CBP, on remand at the Court of International Trade, reversed its finding that importers Norca Industries Co. and International Piping & Procurment Group's imported carbon steel butt-weld pipe fittings evaded the antidumping duty order on the pipe fittings from China (Norca Industrial v. United States, CIT # 21-00192).
The Court of International Trade on Jan. 25 denied a U.S. motion to dismiss a customs case for lack of subject-matter jurisdiction, finding a protest with CBP was not needed for importer Fraserview Remanufacturing's 80 entries that were deemed liquidated despite a Commerce Department order suspending liquidation. Judge Timothy Reif said that because the statute for deemed liquidation requires the entries to not be suspended, the notices of deemed liquidation did not actually liquidate the entries. As a result, relief at the court was not available under Section 1581(a) but was available under Section 1581(i), the court's "residual" jurisdiction.
The U.S. said Jan. 24 at the Court of International Trade that it was seeking more than $193 million in unpaid antidumping duties from German company Koehler Oberkirch, formerly known as Papierfabrik August Koehler (U.S. v. Koehler Oberkirch GmbH, CIT # 24-00014).
No trade-related lawsuits were recently filed at the Court of International Trade.
Importer Hanon Systems Alabama dismissed at the Court of International Trade on Jan. 22 its lawsuit challenging the Commerce Department's finding that it's circumventing the antidumping and countervailing duty orders on aluminum foil from China by way of South Korea and Thailand (Hanon Systems Alabama Corp. v. United States, CIT # 23-00269).
A South Korean aluminum foil importer filed suit at the Court of International Trade against an anti-circumvention inquiry that found multiple importers attempted to avoid antidumping duties on Chinese aluminum foil using intermediaries in South Korea (Hanon Systems Alabama v. U.S., CIT # 23-00269).
The Commerce Department is barred by law from beginning any new antidumping duty investigations less than two years after it completed an AD investigation on the same product, an importer argued Jan. 22 in the Court of International Trade (Wabtec Corporation v. U.S., CIT # 23-00160).
Past evidence of antidumping and countervailing duty evasion doesn't mean an exporter must still be transshipping goods, the U.S. said Jan. 22 in response to an AD/CVD petitioner’s motion for summary judgment in a case challenging the Commerce Department’s determination that wooden cabinet importers were not attempting to evade AD/CVD orders on products from China (American Kitchen Cabinet Alliance v. U.S., CIT # 23-00140).
Trade Law Daily is providing readers with the top stories from last week, in case you missed them. All articles can be found by searching on the title or by clicking on the hyperlinked reference number.
The U.S. moved to dismiss a complaint from solar cell maker Auxin Solar and solar module designer Concept Clean Energy at the Court of International Trade challenging the Commerce Department's pause of antidumping and countervailing duties on solar cells and modules from Southeast Asian countries found to be circumventing the AD/CVD orders on these goods from China (Auxin Solar v. United States, CIT # 23-00274).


## YOUR INSTRUCTIONS:
Go through the data below and repeat it exactly, skipping each picture.

=== Section Start ===

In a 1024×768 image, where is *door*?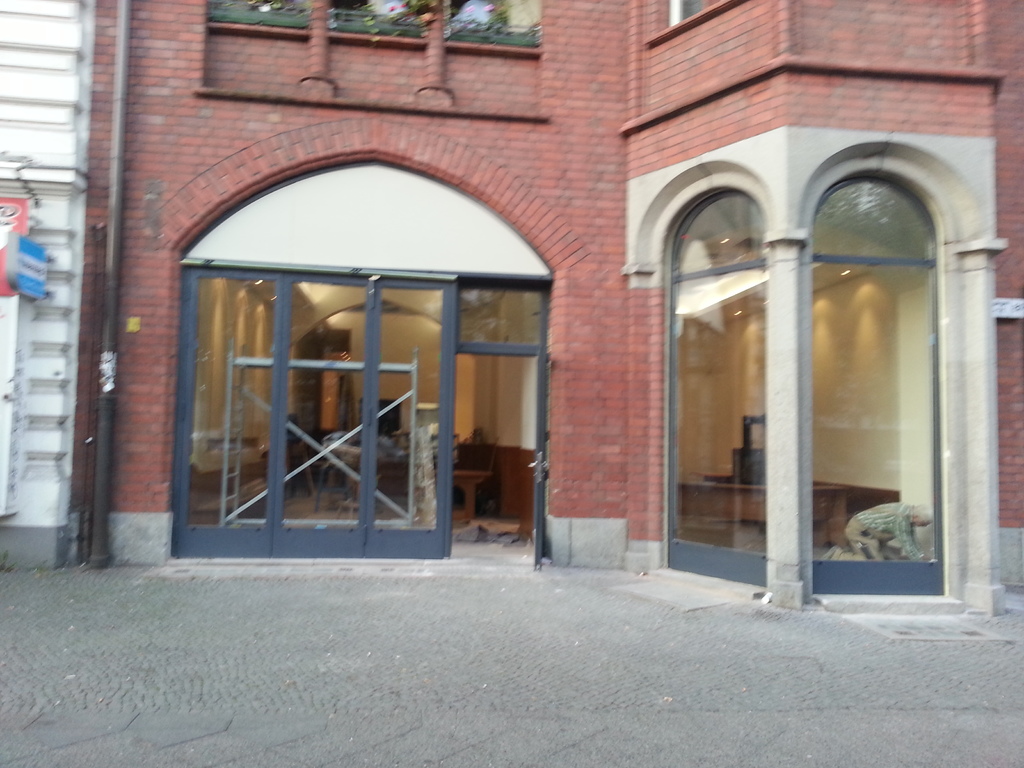
[180, 225, 528, 557].
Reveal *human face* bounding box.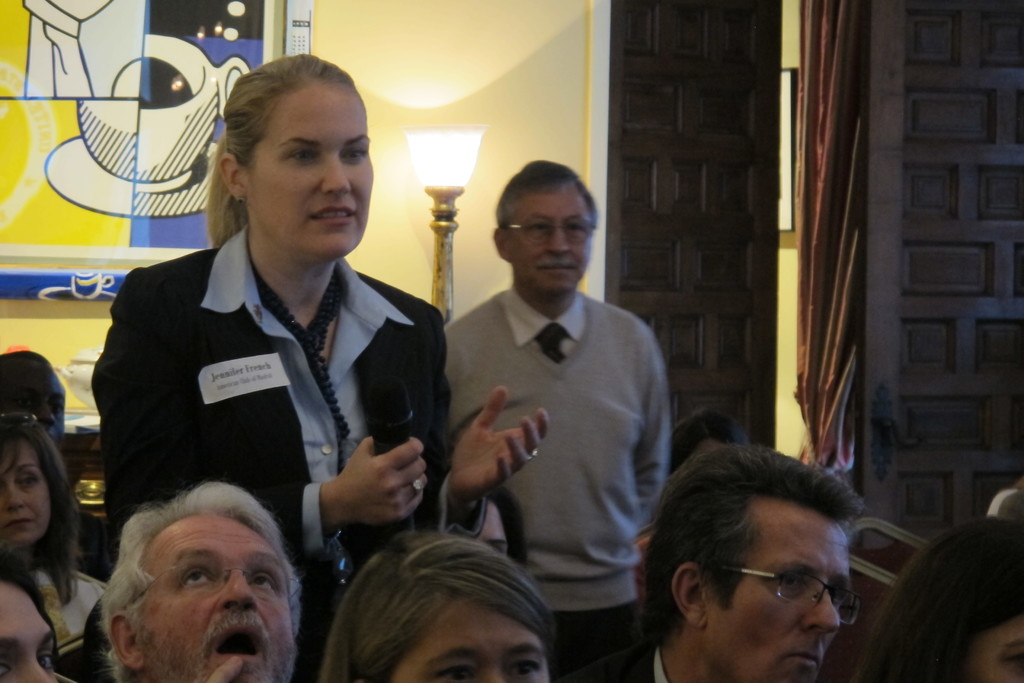
Revealed: bbox=[505, 183, 591, 292].
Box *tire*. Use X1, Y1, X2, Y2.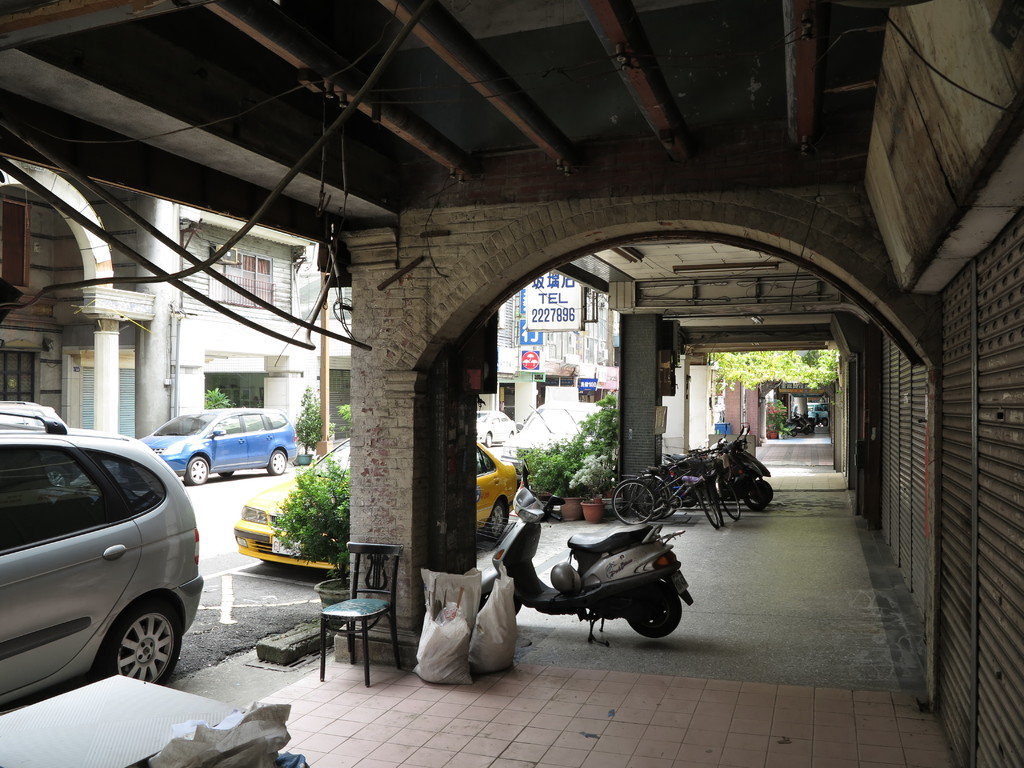
749, 479, 773, 501.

=== Section End ===

## YOUR SOLUTION:
In a 1024×768 image, where is *door*?
[180, 225, 528, 557].
Reveal *human face* bounding box.
Revealed: bbox=[505, 183, 591, 292].
Box *tire*. Use X1, Y1, X2, Y2.
749, 479, 773, 501.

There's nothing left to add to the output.